Leaps and Bounds is making the rounds, a one-woman narrated dance performance conceived and embodied by Tevyn East.  I haven’t seen it yet, but multiple folks have shared their excitement for this event that “explores the intersection of faith, ecology and the global economy” using storytelling, song, poetry, prayer, movement, and music.  From the website, “this work of theater sheds light on the driving factors of our ecological crisis while awakening the imagination to a new way of living with and relating to Earth.”  It’ll be in DC on Saturday and Baltimore on Sunday.  Wish i could be too!  http://bit.ly/dXRGCL

A grand North American Playback Theatre Conference is now planned for June 16-19, 2011 at Lesley University in Cambridge, MA (somebody’s fair city).  This is the first event of its scale in the last decade, sure to encourage and inspire those who attend – whether experienced Playbackers or newcomers.  Save the date and check out the site: http://bit.ly/aShL2N You can also join the incipient Playback North America network as an individual and receive a discount to the Boston event in addition to getting network support benefits: http://bit.ly/eeqflY

I was inspired by a gathering of Playback Theatre leaders in October organized by Arts Rising under the auspices of Christopher and Anne Ellinger and their team from True Story Theatre in Boston.  More than forty of us came out from across the East Coast (and well inland) to play, vision and talk about our common hope for this embodying and healing art form.  Out of that that gathering came momentum for the upcoming conference planned for Boston as well as my own conviction that i would take a break from expanding my own Playback Theatre work.  Well, so much for that idea…

River Crossing Playback and i have received a number of beautiful requests to bring this form (or other related forms) to a community-wide gathering, a home for troubled teens, a distant school district and a new Playback Theatre program at a nearby school.  Two of us also joined Baltimore Playback Theatre for Global Playback Day on November 14 and had a blast.  The good news is, we have a budding leadership team of five folks at the core who are beginning to lay the groundwork for a more solid performing troupe.  The challenge is that things depend a lot on me still.  So where to find the time?  Alas…
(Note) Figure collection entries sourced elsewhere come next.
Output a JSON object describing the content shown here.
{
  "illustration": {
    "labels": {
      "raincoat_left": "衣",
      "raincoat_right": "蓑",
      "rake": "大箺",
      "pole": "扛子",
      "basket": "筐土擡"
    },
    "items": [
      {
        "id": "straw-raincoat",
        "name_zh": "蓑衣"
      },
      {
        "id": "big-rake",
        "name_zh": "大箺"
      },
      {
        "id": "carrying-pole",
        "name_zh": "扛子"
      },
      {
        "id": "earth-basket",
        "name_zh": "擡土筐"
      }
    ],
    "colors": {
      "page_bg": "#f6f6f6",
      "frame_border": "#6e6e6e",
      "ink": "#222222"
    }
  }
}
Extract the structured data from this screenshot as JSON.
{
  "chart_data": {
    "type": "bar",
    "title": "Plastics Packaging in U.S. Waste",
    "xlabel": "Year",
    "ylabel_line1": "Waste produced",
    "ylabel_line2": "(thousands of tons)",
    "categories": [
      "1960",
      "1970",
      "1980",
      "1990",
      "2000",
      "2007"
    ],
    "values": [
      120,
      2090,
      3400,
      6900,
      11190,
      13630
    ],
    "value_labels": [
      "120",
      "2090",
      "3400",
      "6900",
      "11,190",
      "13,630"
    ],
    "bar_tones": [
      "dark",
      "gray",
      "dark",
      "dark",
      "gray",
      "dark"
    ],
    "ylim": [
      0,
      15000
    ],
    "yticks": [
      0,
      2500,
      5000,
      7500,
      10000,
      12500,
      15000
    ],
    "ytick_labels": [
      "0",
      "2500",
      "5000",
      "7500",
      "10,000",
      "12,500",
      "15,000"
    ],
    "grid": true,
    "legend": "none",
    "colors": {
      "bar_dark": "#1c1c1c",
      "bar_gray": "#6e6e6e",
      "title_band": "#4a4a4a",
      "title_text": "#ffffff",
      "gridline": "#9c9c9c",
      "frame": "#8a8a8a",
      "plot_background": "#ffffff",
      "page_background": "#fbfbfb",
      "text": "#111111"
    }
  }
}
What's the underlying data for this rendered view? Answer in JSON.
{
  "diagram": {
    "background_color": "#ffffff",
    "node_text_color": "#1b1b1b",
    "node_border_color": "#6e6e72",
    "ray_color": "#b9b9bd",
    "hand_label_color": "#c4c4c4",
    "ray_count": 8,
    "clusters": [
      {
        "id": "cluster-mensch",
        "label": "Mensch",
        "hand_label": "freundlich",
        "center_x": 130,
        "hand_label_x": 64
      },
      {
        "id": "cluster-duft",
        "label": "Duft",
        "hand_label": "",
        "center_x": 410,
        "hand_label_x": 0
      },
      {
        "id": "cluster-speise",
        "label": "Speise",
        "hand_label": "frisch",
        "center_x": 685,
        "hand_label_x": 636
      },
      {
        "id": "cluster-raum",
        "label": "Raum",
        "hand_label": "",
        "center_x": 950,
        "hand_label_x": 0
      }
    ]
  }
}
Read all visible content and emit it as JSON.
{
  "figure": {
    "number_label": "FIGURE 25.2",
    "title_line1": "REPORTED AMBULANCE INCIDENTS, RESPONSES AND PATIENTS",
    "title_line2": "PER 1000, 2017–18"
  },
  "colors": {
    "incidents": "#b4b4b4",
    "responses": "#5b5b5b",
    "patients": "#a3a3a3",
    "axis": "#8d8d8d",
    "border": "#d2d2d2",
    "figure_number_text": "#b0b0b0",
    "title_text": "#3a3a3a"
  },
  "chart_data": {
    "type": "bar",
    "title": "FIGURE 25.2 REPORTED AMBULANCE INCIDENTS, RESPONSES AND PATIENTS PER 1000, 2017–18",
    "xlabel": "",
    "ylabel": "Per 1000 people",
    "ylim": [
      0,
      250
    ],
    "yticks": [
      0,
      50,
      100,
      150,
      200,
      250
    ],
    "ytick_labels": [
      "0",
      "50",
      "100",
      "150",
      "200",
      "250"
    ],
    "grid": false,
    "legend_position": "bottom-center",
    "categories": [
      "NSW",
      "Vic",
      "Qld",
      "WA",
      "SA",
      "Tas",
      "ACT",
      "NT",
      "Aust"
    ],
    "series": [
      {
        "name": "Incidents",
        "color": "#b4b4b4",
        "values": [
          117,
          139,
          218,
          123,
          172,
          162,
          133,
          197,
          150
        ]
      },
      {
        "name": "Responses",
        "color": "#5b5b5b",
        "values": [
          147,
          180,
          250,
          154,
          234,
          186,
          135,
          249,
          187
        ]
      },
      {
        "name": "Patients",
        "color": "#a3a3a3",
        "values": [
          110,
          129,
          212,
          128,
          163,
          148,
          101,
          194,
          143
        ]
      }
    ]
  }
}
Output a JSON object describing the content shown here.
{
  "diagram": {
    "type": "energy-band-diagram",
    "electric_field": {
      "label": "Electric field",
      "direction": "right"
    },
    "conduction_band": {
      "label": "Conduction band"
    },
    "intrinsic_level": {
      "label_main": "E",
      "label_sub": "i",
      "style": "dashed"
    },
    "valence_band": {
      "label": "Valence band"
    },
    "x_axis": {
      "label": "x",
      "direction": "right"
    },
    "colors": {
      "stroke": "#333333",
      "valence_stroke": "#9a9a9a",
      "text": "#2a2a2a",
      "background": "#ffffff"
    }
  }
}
JubileeArts.net is open for (free) business.  Promote your artistic offerings at little or no cost, and minimal time investment.  This site was built to support artists and troupes who want to hang a simple e-shingle in a community of other embodied liberating artists.  The idea is, if someone visits your page and realizes that you’re not the only one doing this weird stuff, you’ll have all the more credibility, right?  So i have been testing the site for the past two years and we are now seeking “tester investors” to open an account, fill out a bio, and start posting events, photos and blog entries… and most of all, offer feedback on improvements or functionality.  Check it out at:  http://jubileearts.net/

Since August, i began new work as the Director of Development for the Brethren Housing Association, an organization in Harrisburg, PA that provides transitional housing and holistic support to primarily women and their children who are homeless or situations of dire transition.  I love the work.  And i love that i can support myself and my family doing this work.  And it also affords relatively little time for the liberating arts.  Emphasis on the relative… so stay tuned for another beautiful balancing act called life.

Many blessings to you in this winter-ing time.